His father had considered being a medicine man, but decided against it after falling into a trance and having a vision that deterred him.

But the religious tradition was strong in the family.

His mother’s father was a medicine man, and his mother’s grandfather was a medicine man before him. Two of his mother’s uncles had also become medicine men. This influence was strong and he at one time considered being a medicine man.

While he veered away from this, he did have a tug toward the spiritual and to Christianity, at least what he knew of it.

“For me to become a Christian was reaching out to the unknown,” he writes. “The best way to explain it is to  say that it’s like being thrown out with your bathwater.

“Accepting and being led to accept the Christian way was fearful because the missionary (working with him) didn’t tell me exactly what to believe as they just told me the stories.”

Making it especially hard to accept, he says, was being told he was “a sinner and must believe in Jesus Christ because he died for your sins is too much to grasp, especially when there is no such concept in your own religion.”

In his book, Benally traces the many disappointments he experienced as he tried to become a CRC pastor — the various roadblocks he encountered along the way.

He attended CRC colleges and in some cases thrived, but wasn’t as successful in others. He worked with many missionaries — and, again, some of them were kind and encouraging, but others caused him much frustration.

Of one situation, he writes: “I hate to admit it, but I got fed up with him. I think he was fed up with me, too, because I spoke up and wasn’t subservient. He wouldn’t talk to me for a whole week. I finally told him, ‘You are disappointed with me ; I am disappointed with you too.”

Although he was never ordained to be a minister, Benally worked on many Native American mission fields as a missionary helper and assistant missionary.
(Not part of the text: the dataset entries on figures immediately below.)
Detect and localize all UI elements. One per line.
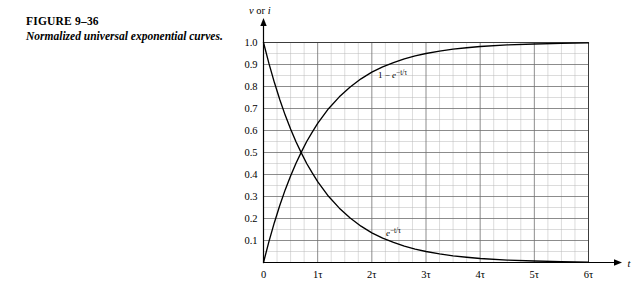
x-tick-label: 0 <box>261 269 266 280</box>
curve-annotations: 1 − e−t/τe−t/τ <box>378 69 407 238</box>
y-tick-label: 0.1 <box>244 235 257 246</box>
y-tick-label: 0.9 <box>244 59 257 70</box>
x-tick-label: 6τ <box>584 269 593 280</box>
y-axis-tick-labels: 0.10.20.30.40.50.60.70.80.91.0 <box>244 37 258 246</box>
figure-container: FIGURE 9–36 Normalized universal exponen… <box>0 0 641 305</box>
y-tick-label: 0.4 <box>244 169 258 180</box>
x-tick-label: 1τ <box>313 269 322 280</box>
annotation-rising-exponential: 1 − e−t/τ <box>378 69 407 80</box>
normalized-exponential-curves-chart: 0.10.20.30.40.50.60.70.80.91.0 01τ2τ3τ4τ… <box>0 0 641 305</box>
y-tick-label: 0.5 <box>244 147 257 158</box>
x-axis-title: t <box>628 258 632 269</box>
y-tick-label: 0.7 <box>244 103 257 114</box>
x-tick-label: 2τ <box>367 269 376 280</box>
y-tick-label: 0.8 <box>244 81 257 92</box>
x-axis-tick-labels: 01τ2τ3τ4τ5τ6τ <box>261 269 593 280</box>
y-axis-title: v or i <box>249 5 271 16</box>
x-tick-label: 5τ <box>530 269 539 280</box>
svg-text:1 − e−t/τ: 1 − e−t/τ <box>378 69 407 80</box>
x-tick-label: 3τ <box>421 269 430 280</box>
y-tick-label: 1.0 <box>244 37 257 48</box>
chart-axes <box>260 18 622 266</box>
x-tick-label: 4τ <box>475 269 484 280</box>
y-tick-label: 0.6 <box>244 125 257 136</box>
y-tick-label: 0.3 <box>244 191 257 202</box>
y-tick-label: 0.2 <box>244 213 257 224</box>
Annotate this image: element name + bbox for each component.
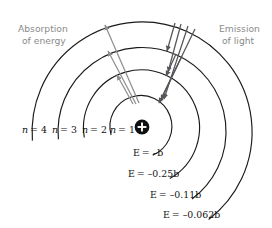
energy-label-n4-value: = –0.062b [172, 209, 220, 220]
emission-label-line2: of light [222, 35, 255, 46]
shell-label-n2: n= 2 [82, 124, 107, 135]
absorption-arrow-3 [105, 25, 139, 103]
shell-label-n3: n= 3 [52, 124, 77, 135]
shell-label-n3-symbol: n [52, 124, 58, 135]
shell-label-n4: n= 4 [22, 124, 47, 135]
shell-label-n3-value: = 3 [60, 124, 77, 135]
bohr-model-diagram: Absorption of energy Emission of light n… [0, 0, 272, 228]
shell-label-n1-value: = 1 [118, 124, 135, 135]
energy-label-n3-value: = –0.11b [159, 189, 201, 200]
emission-label-line1: Emission [219, 23, 260, 34]
emission-arrow-1 [167, 23, 175, 51]
energy-label-n1-value: = –b [142, 147, 164, 158]
emission-arrow-2 [168, 24, 181, 72]
energy-label-n4: E= –0.062b [163, 209, 220, 220]
energy-label-n1: E= –b [133, 147, 163, 158]
nucleus [135, 120, 150, 135]
shell-label-n2-symbol: n [82, 124, 88, 135]
shell-label-n4-symbol: n [22, 124, 28, 135]
absorption-label-line2: of energy [22, 35, 66, 46]
absorption-label-line1: Absorption [18, 23, 68, 34]
energy-label-n2-symbol: E [128, 168, 135, 179]
shell-label-n2-value: = 2 [90, 124, 107, 135]
energy-label-n3: E= –0.11b [150, 189, 201, 200]
emission-arrows [159, 23, 195, 103]
shell-label-n4-value: = 4 [30, 124, 47, 135]
energy-label-n4-symbol: E [163, 209, 170, 220]
emission-annotation: Emission of light [219, 23, 260, 46]
energy-label-n2-value: = –0.25b [137, 168, 179, 179]
energy-labels: E= –b E= –0.25b E= –0.11b E= –0.062b [128, 147, 220, 220]
shell-label-n1-symbol: n [110, 124, 116, 135]
energy-label-n3-symbol: E [150, 189, 157, 200]
energy-label-n1-symbol: E [133, 147, 140, 158]
absorption-annotation: Absorption of energy [18, 23, 68, 46]
shell-labels: n= 4 n= 3 n= 2 n= 1 [22, 124, 135, 135]
energy-label-n2: E= –0.25b [128, 168, 179, 179]
absorption-arrows [105, 25, 139, 104]
shell-label-n1: n= 1 [110, 124, 135, 135]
Later he entered deeply into the lives of native people as an on-site social worker.

He received his MSW from the University of Utah.

He also served as  a mental health specialist, helped the BIA negotiate property settlements, and ended his career in social work as director of medical social work at the Indian Health Service hospital in Crownpoint.

In addition, after retiring from social work, Benally was Home Missions regional leader for Classis Red Mesa from 1996 to 1999.

In his book, Benally writes about his first marriage with Martha, a woman whom he loved very much and who died of cancer, plunging him into a depression.

But he also writes of the hope that has come with a second marriage.

“I met Ruth when she was serving as head teacher at Crownpoint in 1997. As ministry director for Red Mesa, I had occasion to talk with her about a proposed association of Red Mesa Christian schools. Ruth was somewhat doubtful about joining the association, but the conversation soon turned to more personal topics.”

Despite a rocky road as a member of the CRC, and the disappointing reality that he was never able to formally answer his call to ordained ministry,  Benally has remained steadfast in his support of the CRC, says Mulder. He is a Native American leader who has stayed.

“I think he wants people to understand he is as thoroughly CRC as anyone,” says Mulder. “Despite its flaws he totally loves and respects and affirms the denomination. He never left it. It has always been his church.”

Writer James Schaap wrote a review of Benally’s book that is available by viewing Schaap’s Sept. 12 post on his “Stuff in the Attic” blog.